Similarly, also for the basement two escape possibilities are provided. These
are the exterior manhole and the manhole above the ladder leading to the ground
floor. Finally, escape from the heat trap should pass via the manhole leading
to the observing floor. Again, all exits are marked with fluorescent tape. It
should be emphasized that presence in the heat trap is not foreseen except for
in connection with special inspection and/or work.
All users of the telescope and facilities in the telescope building are
requested to familiarize themselves with escape possibilities. These are
graphically shown in Figures 12, 13 and 14 for the observing floor, the ground
floor and the basement, respectively. Likewise, users are requested to get
familiarized with other safety devices available and with all working spaces
which will possibly be used by them.
It is noted that all transports of liquid nitrogen have to be made with great
care. The transport dewar has to be well secured and transported in a vehicle
with secured luggage compartment. Transport of dewars from ground level up to
the observing floor should be made with help of the cantilever crane.
For handling of batteries and possible charging, safety goggles are available
as well as an agent for rinsing of eyes.
Previous to all work on or around the building rail, the emergency switch has
to be activated and locked. Because of fire risks, storing of packing material
in the basement will not be accepted.
All responsibilities for car driving rest with the drivers under Spanish law.

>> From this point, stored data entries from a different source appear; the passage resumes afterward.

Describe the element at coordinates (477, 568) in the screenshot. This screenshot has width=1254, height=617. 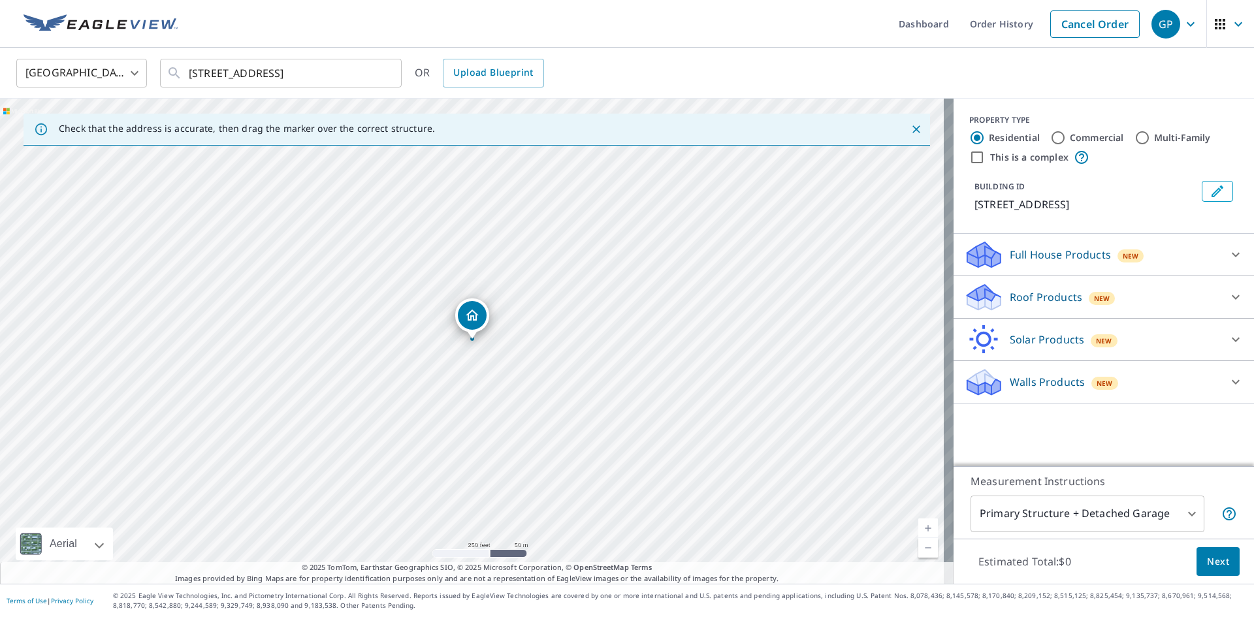
I see `span: © 2025 TomTom, Earthstar Geographics SIO, © 2025 Microsoft Corporation, ©` at that location.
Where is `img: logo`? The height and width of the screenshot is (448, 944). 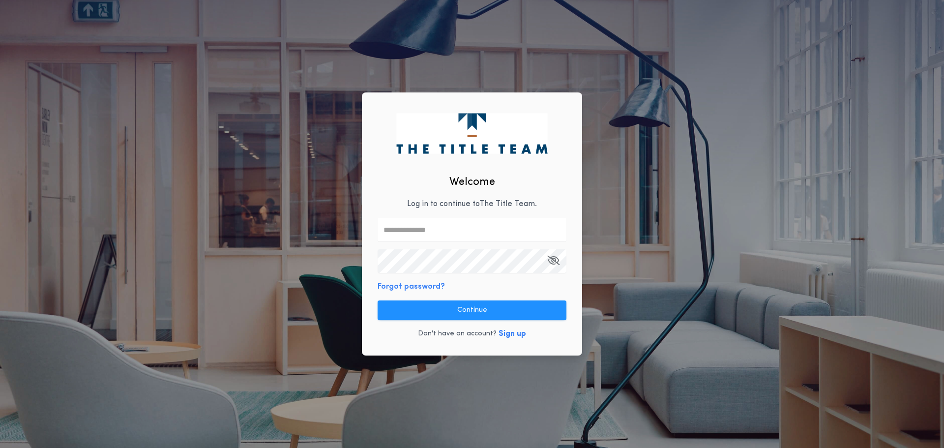 img: logo is located at coordinates (472, 133).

Users of cars are requested to familiarize themselves with risks along the
roads, including difficult parts of roads, heavy inclinations of the ground
around roads, possible landslides and avalanches. Special care has to be
exercised in case of fog, snow, heavy rain, ice on the road and possible
under-cooled rain.
Ardeberg, A. 1985: Nordic Optical Telescope, Vistas in Astronomy 28,
561.
Ardeberg, A. 1987: On the Nordic Optical Telescope, Observational
Astrophysics, Methods and Techniques in Optical Astronomy, Proc. Nordic
Research Course, Brorfelde, June 1-12, 1987, ed. R. Florentin Nielsen, p. 105.

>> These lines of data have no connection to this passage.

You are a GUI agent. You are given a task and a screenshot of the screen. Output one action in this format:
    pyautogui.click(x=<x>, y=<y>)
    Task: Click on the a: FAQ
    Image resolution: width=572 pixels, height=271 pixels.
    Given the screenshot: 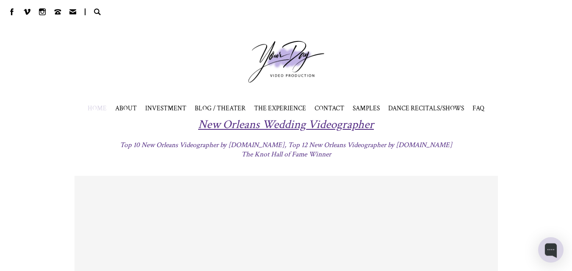 What is the action you would take?
    pyautogui.click(x=478, y=108)
    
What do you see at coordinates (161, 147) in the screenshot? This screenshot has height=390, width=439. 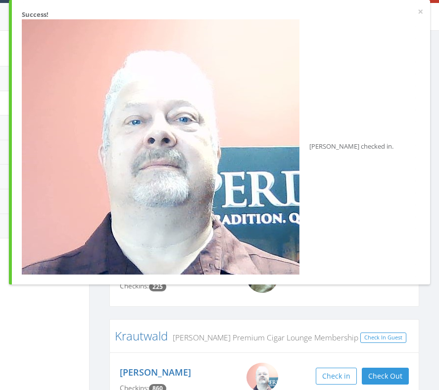 I see `img: WIN_20200824_14_20_23_Pro.jpg` at bounding box center [161, 147].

Ardeberg, A. 1989: Some Properties of the Nordic Optical Telescope, Nordic
Optical Telescope Scientific Association.
Ardeberg, A., Andersen, T. 1988: VLT Design Implications of the Nordic
Optical Telescope, Proc. ESO Conf. on Very Large Telescopes and their
Instrumentation, Garching, 21-24 March 1988, ed. M.-H. Ulrich, p. 183.
Ardeberg, A., Andersen, T. 1990: Low Turbulence - High Performance, SPIE
1990 Symp. on Astronomical Telescopes & Instrumentation for the 21st
Century, Advanced Technology Optical Telescopes, to be published.
Bjerregaard, E.T.D. 1985: The 2.5 m Telescope. Flow Visualization in the
Wind Tunnel. Model Tests for Two Telescope Domes. Report of the Danish
Maritime Institute, Lyngby, Denmark.
Lund, N. 1985: 2.5 m Nordic Optical Telescope at Roque de los Muchachos on
La Palma. Site Investigation. Geotechnical Report from Dansk Geoteknik A/S.